A piece in The New Republic by Jed Perl beautifully describes the complicated relationship between writer and reader. He is especially concerned with the effect that speedy technology is having on this relationship. He writes:
…the speed with which words, once written, are now being read—a speed shaped by technological innovations long before the Internet turned the quick turnaround into the virtually instantaneous turnaround—has set me to thinking about the extent to which writing, for the writer, ought to have a freestanding value, a value apart from the reader.
Writers’ Right to Remain Silent
He starts to tease out this idea: writers do themselves a disservice when they write in order to be read by some imagined reader. (For the record, this is a point that conflicts with my own view on the matter. Or did, at least.) Perl thinks that the thinking process is an intimate one, a messy one, a drippy one. Writers make sense of things by writing and sometimes forgetting or rereading. It’s that
most writing worth reading is the product, at least to some degree, of this extraordinarily intimate confrontation between the disorderly impressions in the writer’s mind and the more or less orderly procession of words that the writer manages to produce on the page.
Writers have a right to be left unread. To be read is to be drawn into a relationship, a commitment, that etches one’s thoughts into some textual stone. There is value, Perl argues, in simply writing and in NOT being read:
Nobody understands the extent to which, even for the widely acclaimed author with ready access to publication, the process of writing can sometimes necessitate a rejection or at least an avoidance of one’s own readers.
That avoidance of readers gives writers a sort of right to remain silent. What’s more,
That silence is a part of writing—that the work of this day or this week or even this year might for good reason be withheld—is becoming harder and harder to comprehend.

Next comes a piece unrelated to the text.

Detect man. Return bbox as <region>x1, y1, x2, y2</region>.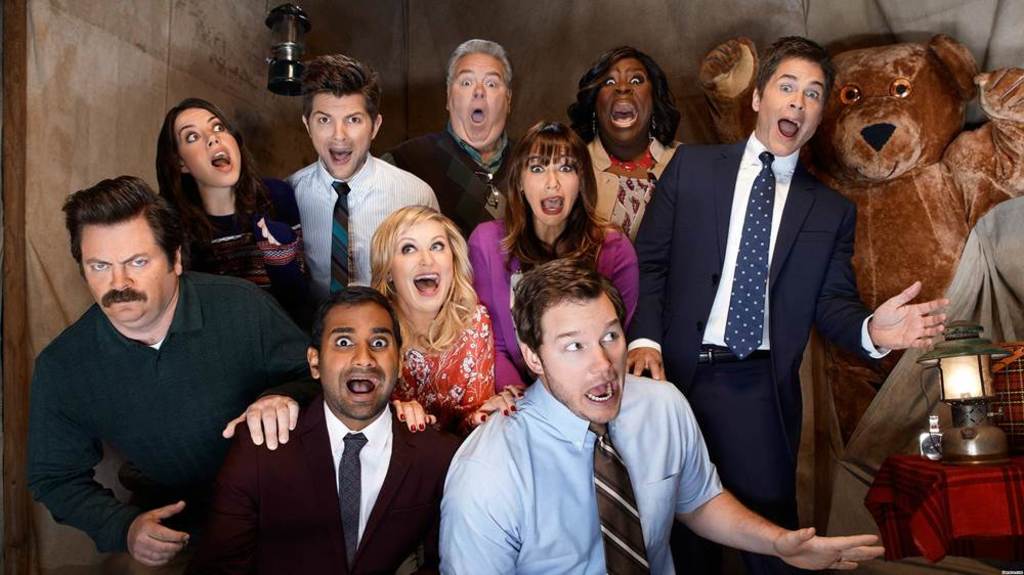
<region>10, 185, 289, 574</region>.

Forcing Students to Publish
I agree that recently it has become a new industry to publish one’s ideas quickly and quirkily. I say this, of course, while doing exactly that. (Have you checked my Twitter feeds or clicked on the suggested links below?!) Still, there is something to be said here for what we do as educators as well. Aren’t we in the business of making students publish there ideas, no matter how premature those ideas might be?
The Intimacy of Literacy
I’m thinking about this age of accountability and assessment in education when if it isn’t made public and quantified, it doesn’t count. And yet, there is much to be gained, Perl says, in exactly that: not counting, not sharing. What would it mean for us as educators to NOT assess students’ work until they are ready to publish it to us? Are we, as a profession, guilty of disrespecting the intimacy of literacy?

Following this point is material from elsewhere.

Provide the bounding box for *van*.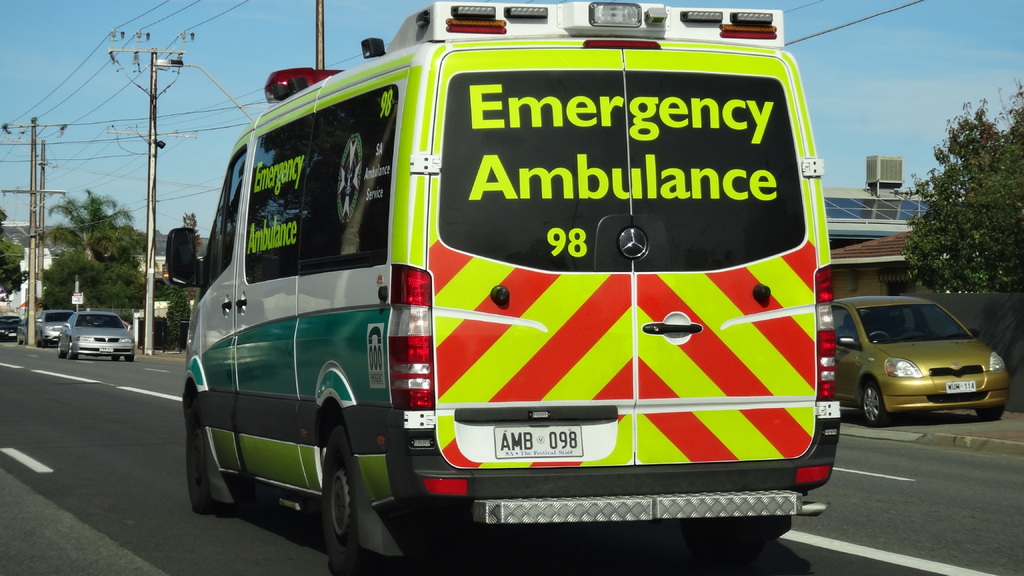
left=178, top=1, right=840, bottom=575.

Teaching What We Don’t Know
I’ve asked a similar question before with regard to students’ reading. Teachers don’t know–for certain–that students read for class. They know how well they read quizzes, perhaps, but reading itself is a private act and we only know as much as students wish to share with us. We fight it, perhaps, or trick ourselves into thinking we “can tell” when a student reads for class. But we don’t know. Perhaps there’s a lesson to learn about writing too. Perhaps writing merits its own distance and silence. In these days of Tweets and Facebooking and blogging, making one’s ideas public is gaining uncritical acceptance. For Perl,
But if there are risks involved in resisting the public, there are also dangers involved in running after the public. Nobody talks about those dangers anymore.
Someone should be discussing those dangers with students. Teachers should.